Data Scaling as Progressive Coverage of a Predictive Contribution Spectrum

arXiv:2605.2019666.1
AI Analysis

Provides a mechanistic explanation for data scaling laws in language modeling, relevant for understanding and predicting model performance with increasing data.

The paper shows that real-data scaling laws are governed by progressive coverage of a predictive contribution spectrum, with the tail slope of this spectrum strongly correlating with empirical data-scaling exponents across 12 corpora. The effective truncation rank K(N) tracks residual tail mass, achieving R^2 ≈ 0.96 for raw and 0.90 for smoothed spectra.
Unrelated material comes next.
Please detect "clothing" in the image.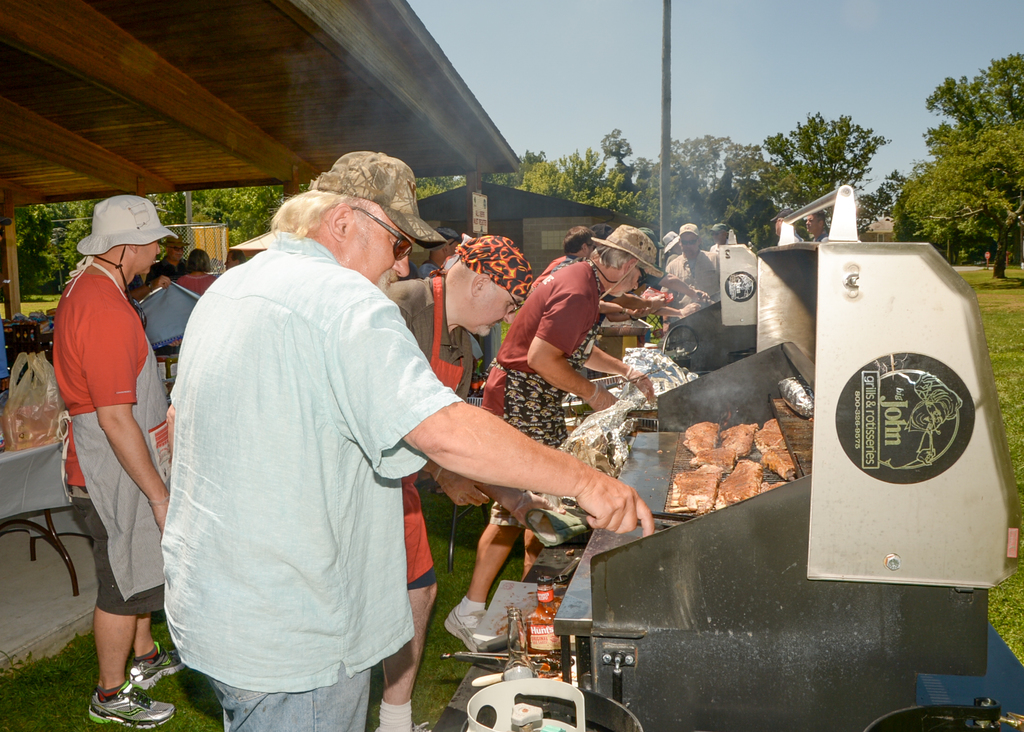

We investigate the hypothesis that real-data scaling laws are governed by progressive coverage of a latent predictive contribution spectrum rather than by token-frequency tails alone. We work with a suffix-automaton representation of text corpora and define a data-intrinsic global-KL predictive contribution spectrum, in which each state contributes according to its empirical mass times its KL deviation from a global next-token baseline. Across 12 real corpora, the tail slope of this spectrum is already strongly correlated with the empirical data-scaling exponent of a fixed small GPT learner. We then go beyond slope correlation and define, for each training size N, an effective truncation rank K(N) by matching the observed excess loss to the residual tail mass of the prepared 1000k global-KL spectrum. Empirically, log K is close to linear in log N, with pooled R^2 about 0.96 for the raw spectrum and R^2 about 0.90 for the smoothed spectrum. These findings provide strong empirical support for a simple mechanism picture: training scale advances an effective frontier through a predictive state spectrum, and the residual tail mass of that spectrum tracks the remaining excess loss.

Foundations

The foundational work for this paper's niche, ranked by how specifically the neighbourhood builds on it — not by global fame.